I'd whitelist a true advertiser who ditches tracking entirely and focuses more on advertising content relevant to the page it's going on instead. Chances are if I'm looking at some Python programming page or server setup tutorial I'd be more inclined to click on ads relevant to the page as opposed to a creepy ad of something vague as heck that I looked up on Amazon 5 years ago that Amazon really wants to sell, or whatever.
I really would love to see advertisement companies that are less focused on tracking and more focused on ad placement that's relevant to the content it's going on, and hey sometimes there's no relevant ads for content and that's cool too, but at least show anything generic or close enough at that point. Also advertisers who don't do pop ups or annoying ads (that I swear could cause epilepsy on some users) are also good stewards of the online billboard market.

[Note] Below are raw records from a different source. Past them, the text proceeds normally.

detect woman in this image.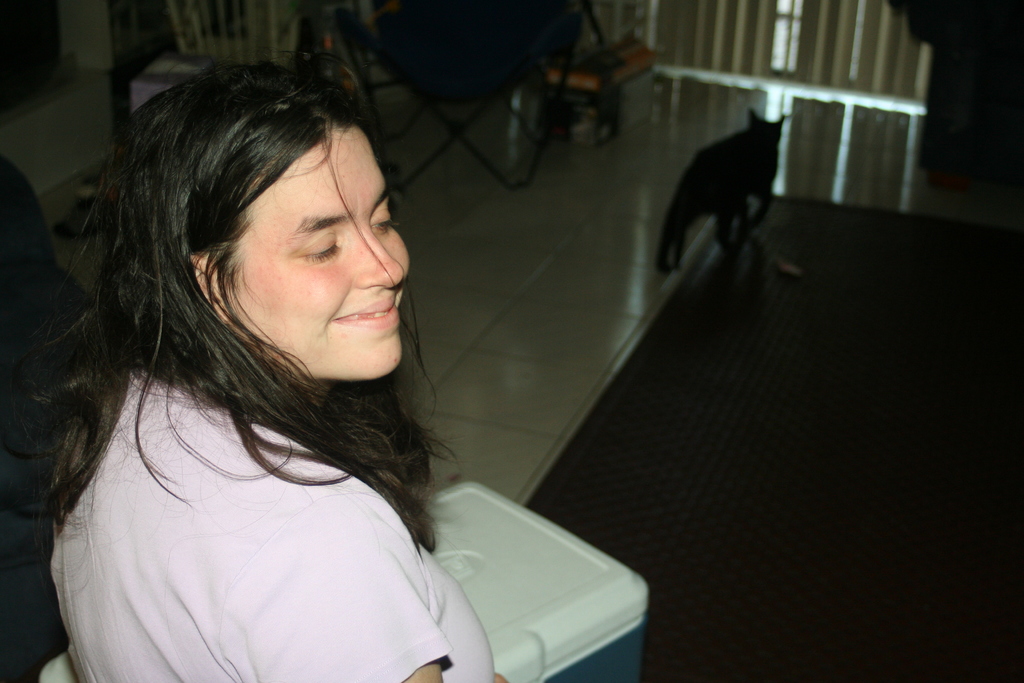
Detection: (x1=1, y1=34, x2=577, y2=682).
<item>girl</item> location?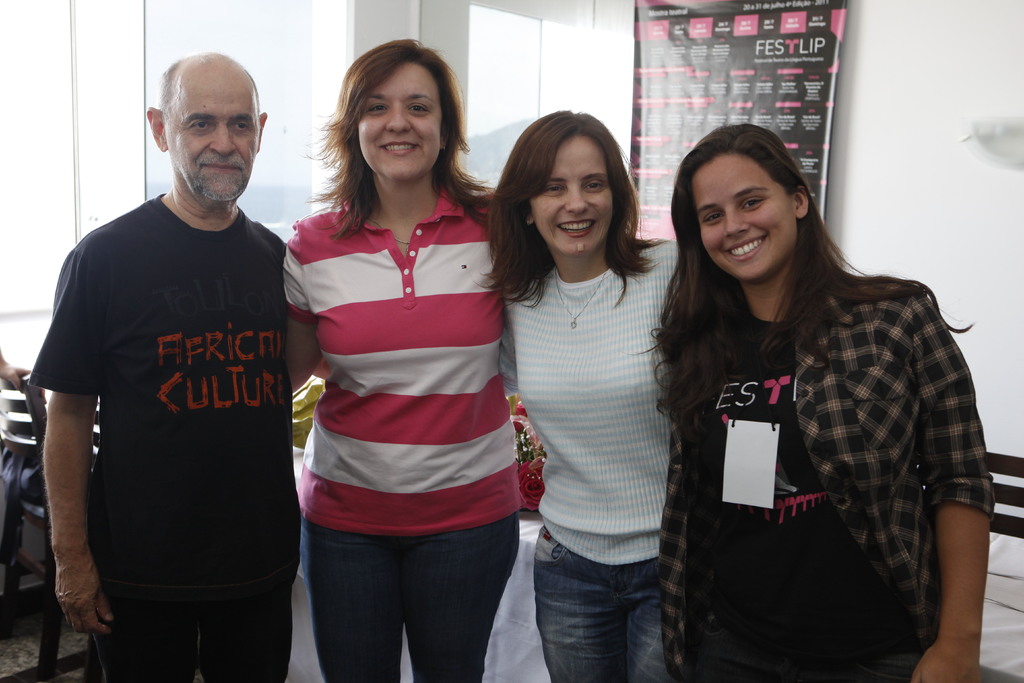
rect(472, 110, 681, 682)
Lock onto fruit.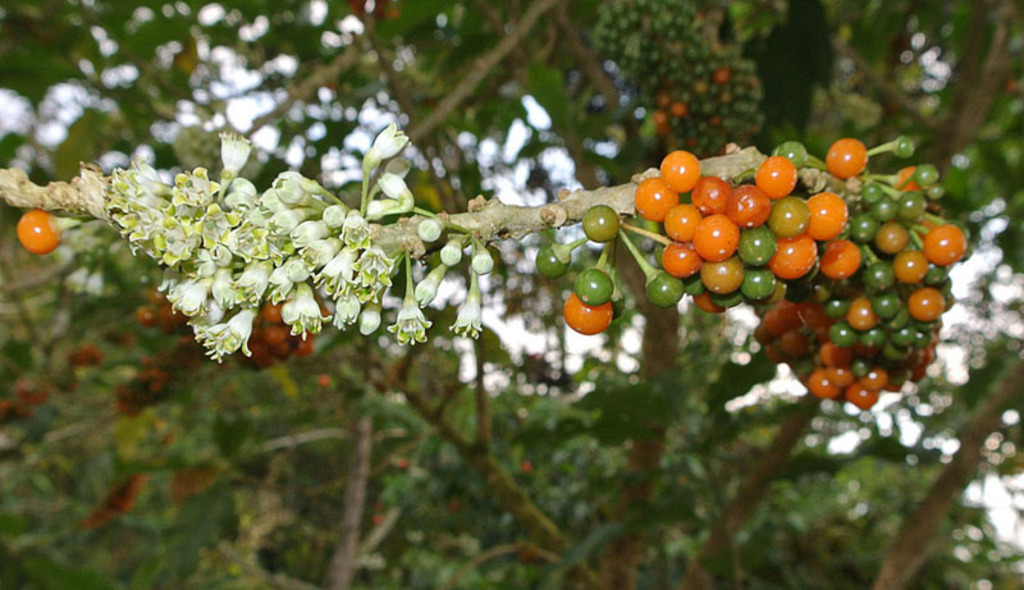
Locked: detection(535, 244, 568, 280).
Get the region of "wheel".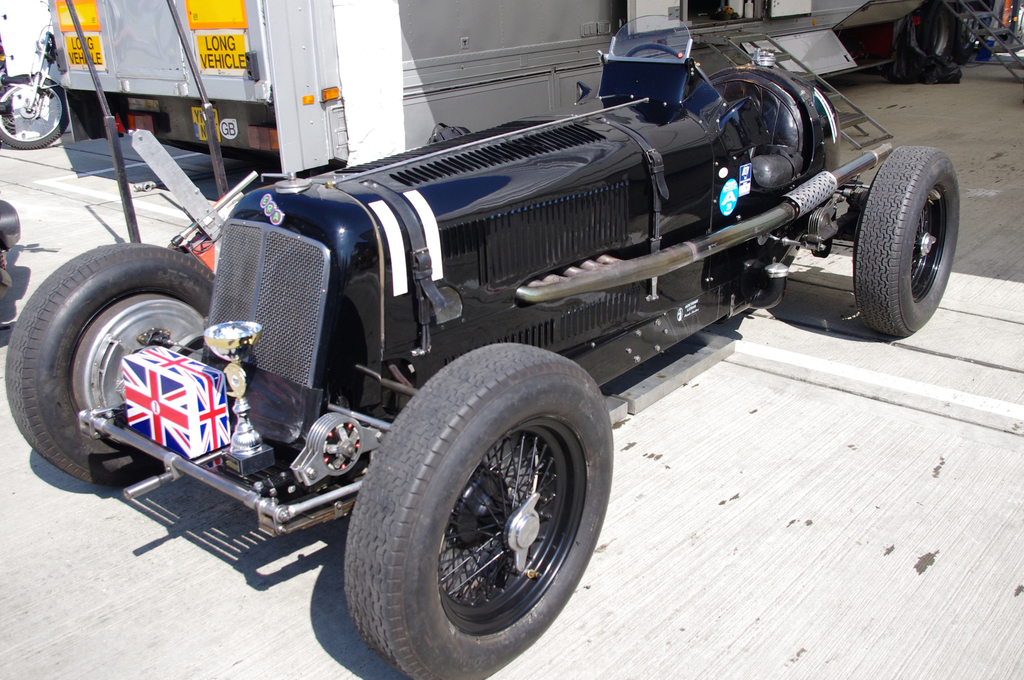
bbox=(349, 348, 618, 658).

I'd be fine with "visitor count" type of "tracking" as long as it's just that, as far as how many per country / region. No following users around the web, aka no cookies needed. Then you could have a page for advertisers to choose sites to advertise directly on for themselves.
I'd happily attempt a startup/side-project that offers an API for non-tracking advertisements, but I don't think there's space in the market. It'd be very difficult to compete with the existing incumbent advertisers.
minor correction: creepy ads for the things i already purchased two weeks ago. brilliant use of ad targeting spend by companies i already gave my money to
So if I pay GM for a car they won't data-mine me? Just yesterday on HN we learned that this is not the case. Why do you think companies wont take your money and then proceed to sell your data anyway?
I'm probably wrong but I feel like there's a market for an ethical advertiser that does no tracking and placed ads by content only. is that impossible? it was reality until the 90s
I mean, I've paid both Comcast and Verizon a lot of money for internet access, and they both have done awful, privacy-shattering things while I've paid them. (Subverting DNS, X-UIDH header, etc).
Once there's money on the table, companies are going to take it and assume the number of customers who walk away aren't enough to offset the profits.
Of course, but I can guarantee Facebook has run the numbers. They are currently doing what makes them the most money. That happens to be ads.
The user data they sell to advertisers has a lot to do with your social network. Who you know, what their interests are, who they know, etc.
For Facebook to allow individuals to pay to opt out of their data being sold, it affects more than just that individual's data. I.e. it affects all their friends and friends-of-friends data.
I expect that the only way Facebook would be able to offer a pay-to-opt-out plan would be for everyone on Facebook to start doing, which would never work and they would never attempt.
I imagine the most we'll see in this direction is some sort of half-assed attempt where they offer to let you pay them money to stop some tracking, but still continue to most of it anyway.
There are actually ethical information dealers but they require you to pay them as you are paying your weed dealer.